The Danish Road Safety Council has a hilarious ad out designed to promote helmet use in the country. The ad, titled “Helmet has always been a good idea,” is set in Denmark in 893 and features a Viking leader named Svend who is about to lead a group of men to take on England.
As Svend gets on his horse and prepares to head off, his son runs up to him with a helmet, but the leader is not ready to wear it. When asked by another man in the crowd if he should be wearing a helmet, Svend replies that it “makes my scalp itch,” and “ruins my braids.” He also says that he’s a “careful rider.”
In the end Svend’s wife comes out and tells him that he can go looting and pillaging, but only if he wears his helmet. That’s enough to get him to finally comply – a good thing since he hits his head on a gate on his way out of the village.
The ad fits in with the Danish Cyclists’ Federation approach to helmet use, which “recommends that cyclists wear (a) helmet, but are against helmet compulsion … making the helmet mandatory could devastate the Danish bicycle culture.”

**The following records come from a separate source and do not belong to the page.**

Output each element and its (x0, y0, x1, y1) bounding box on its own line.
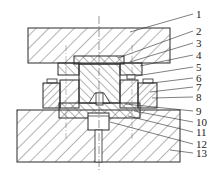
callout-number: 3 (196, 37, 202, 49)
callout-number: 2 (196, 25, 202, 37)
callout-number: 4 (196, 49, 202, 61)
leader-line (152, 78, 193, 83)
die-assembly-drawing: 12345678910111213 (0, 0, 220, 174)
callout-7: 7 (150, 81, 202, 93)
callout-8: 8 (152, 91, 202, 103)
callout-number: 11 (196, 126, 207, 138)
leader-line (136, 67, 193, 76)
callout-number: 1 (196, 8, 202, 20)
callout-number: 13 (196, 147, 208, 159)
punch-part-2 (79, 64, 120, 105)
callout-number: 8 (196, 91, 202, 103)
callout-6: 6 (152, 72, 202, 84)
leader-line (152, 97, 193, 98)
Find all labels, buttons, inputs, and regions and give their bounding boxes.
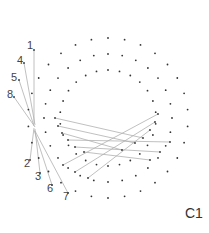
fan-end-dot <box>157 113 159 115</box>
leader-line <box>24 63 35 125</box>
fan-end-dot <box>83 151 85 153</box>
fan-end-dot <box>74 171 76 173</box>
fan-line <box>75 147 160 152</box>
ring-outer-dot <box>124 195 126 197</box>
ring-inner-dot <box>152 100 154 102</box>
ring-inner-dot <box>139 153 141 155</box>
ring-inner-dot <box>147 90 149 92</box>
ring-outer-dot <box>187 109 189 111</box>
ring-outer-dot <box>140 44 142 46</box>
ring-outer-dot <box>154 52 156 54</box>
ring-middle-dot <box>45 131 47 133</box>
ring-outer-dot <box>75 44 77 46</box>
ring-middle-dot <box>107 181 109 183</box>
fan-line <box>75 122 155 172</box>
ring-outer-dot <box>38 77 40 79</box>
ring-middle-dot <box>170 103 172 105</box>
ring-outer-dot <box>31 142 33 144</box>
ring-outer-dot <box>124 39 126 41</box>
label-6: 6 <box>47 182 53 194</box>
ring-outer-dot <box>75 190 77 192</box>
ring-outer-dot <box>91 195 93 197</box>
label-2: 2 <box>24 157 30 169</box>
corner-label: C1 <box>185 205 203 221</box>
fan-end-dot <box>57 125 59 127</box>
leader-line <box>14 97 35 127</box>
ring-middle-dot <box>135 175 137 177</box>
ring-middle-dot <box>147 67 149 69</box>
diagram-canvas: 1 4 5 8 2 3 6 7 C1 <box>0 0 209 233</box>
ring-inner-dot <box>68 90 70 92</box>
label-8: 8 <box>7 88 13 100</box>
leader-line <box>30 128 34 160</box>
ring-inner-dot <box>119 164 121 166</box>
ring-inner-dot <box>107 69 109 71</box>
ring-outer-dot <box>140 190 142 192</box>
fan-end-dot <box>154 121 156 123</box>
ring-middle-dot <box>165 89 167 91</box>
ring-outer-dot <box>154 182 156 184</box>
fan-line <box>63 114 158 165</box>
ring-inner-dot <box>107 165 109 167</box>
ring-inner-dot <box>75 81 77 83</box>
fan-line <box>62 133 122 150</box>
ring-middle-dot <box>43 117 45 119</box>
label-anchor-dot <box>33 49 35 51</box>
ring-outer-dot <box>38 157 40 159</box>
fan-end-dot <box>134 142 136 144</box>
fan-end-dot <box>74 146 76 148</box>
fan-end-dot <box>62 164 64 166</box>
label-anchor-dot <box>13 96 15 98</box>
ring-middle-dot <box>67 167 69 169</box>
ring-inner-dot <box>85 75 87 77</box>
ring-inner-dot <box>96 164 98 166</box>
ring-inner-dot <box>62 134 64 136</box>
ring-middle-dot <box>107 53 109 55</box>
ring-middle-dot <box>79 59 81 61</box>
ring-outer-dot <box>48 64 50 66</box>
ring-middle-dot <box>135 59 137 61</box>
leader-line <box>19 80 34 126</box>
fan-end-dot <box>159 151 161 153</box>
label-1: 1 <box>27 39 33 51</box>
ring-middle-dot <box>57 77 59 79</box>
ring-middle-dot <box>165 145 167 147</box>
ring-middle-dot <box>93 180 95 182</box>
ring-inner-dot <box>62 100 64 102</box>
label-3: 3 <box>35 170 41 182</box>
ring-middle-dot <box>79 175 81 177</box>
label-anchor-dot <box>18 79 20 81</box>
ring-inner-dot <box>129 75 131 77</box>
label-5: 5 <box>11 71 17 83</box>
ring-inner-dot <box>147 144 149 146</box>
ring-inner-dot <box>68 144 70 146</box>
fan-end-dot <box>149 129 151 131</box>
ring-inner-dot <box>96 71 98 73</box>
fan-end-dot <box>142 137 144 139</box>
fan-end-dot <box>169 141 171 143</box>
ring-middle-dot <box>45 103 47 105</box>
ring-middle-dot <box>147 167 149 169</box>
ring-inner-dot <box>139 81 141 83</box>
fan-line <box>68 140 170 142</box>
ring-middle-dot <box>157 77 159 79</box>
ring-middle-dot <box>67 67 69 69</box>
ring-outer-dot <box>28 109 30 111</box>
ring-middle-dot <box>171 117 173 119</box>
ring-inner-dot <box>129 160 131 162</box>
ring-outer-dot <box>91 39 93 41</box>
ring-middle-dot <box>121 180 123 182</box>
ring-inner-dot <box>75 153 77 155</box>
ring-outer-dot <box>31 92 33 94</box>
ring-middle-dot <box>49 145 51 147</box>
ring-outer-dot <box>107 197 109 199</box>
ring-middle-dot <box>121 55 123 57</box>
ring-inner-dot <box>85 160 87 162</box>
ring-outer-dot <box>187 126 189 128</box>
ring-outer-dot <box>107 37 109 39</box>
ring-outer-dot <box>176 77 178 79</box>
ring-outer-dot <box>167 64 169 66</box>
label-anchor-dot <box>23 62 25 64</box>
fan-end-dot <box>61 132 63 134</box>
fan-end-dot <box>121 149 123 151</box>
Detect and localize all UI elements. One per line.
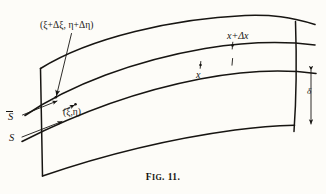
label-coordinate-x-plus-dx: x+Δx — [227, 31, 249, 41]
label-surface-s-bar-text: S — [8, 112, 13, 123]
figure-caption: FIG. 11. — [0, 172, 326, 182]
label-upper-surface-point: (ξ+Δξ, η+Δη) — [40, 21, 94, 31]
leader-line-s-bar — [23, 101, 58, 115]
curve-bottom-outer — [43, 125, 295, 176]
tick-mark-lower-right — [232, 59, 233, 66]
figure-caption-smallcaps: IG — [152, 173, 162, 182]
left-edge-line — [41, 69, 43, 177]
tick-mark-x — [200, 62, 201, 69]
label-thickness-delta: δ — [307, 87, 311, 96]
point-marker-xi-eta — [74, 103, 77, 106]
label-surface-s: S — [9, 133, 14, 144]
right-edge-line — [294, 22, 296, 132]
leader-line-upper-point — [57, 34, 72, 96]
point-marker-xi-delta — [55, 96, 58, 99]
figure-11-diagram: (ξ+Δξ, η+Δη) (ξ,η) x x+Δx S S δ FIG. 11. — [0, 0, 326, 194]
label-surface-s-bar: S — [8, 112, 13, 123]
figure-caption-number: . 11. — [162, 172, 180, 182]
label-lower-surface-point: (ξ,η) — [63, 108, 81, 118]
label-coordinate-x: x — [196, 70, 200, 80]
tick-mark-x-plus-dx — [232, 42, 233, 49]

While the federation is quick to acknowledge that “helmets can reduce head injuries, and in some cases, it can mean the difference between life and death,” it is worried that compulsory helmet laws could “have a destructive effect on the Danish bicycle culture.” The federation points to statistics from Australia and the U.S. that have shown that compulsory helmet laws have decreased bicycle use.
“Criminalizing and scaring Danes off bikes is the wrong approach,” the federation concludes.
Which is why the country puts a lot of resources into campaigns to promote helmet use and produces imaginative commercials like this one.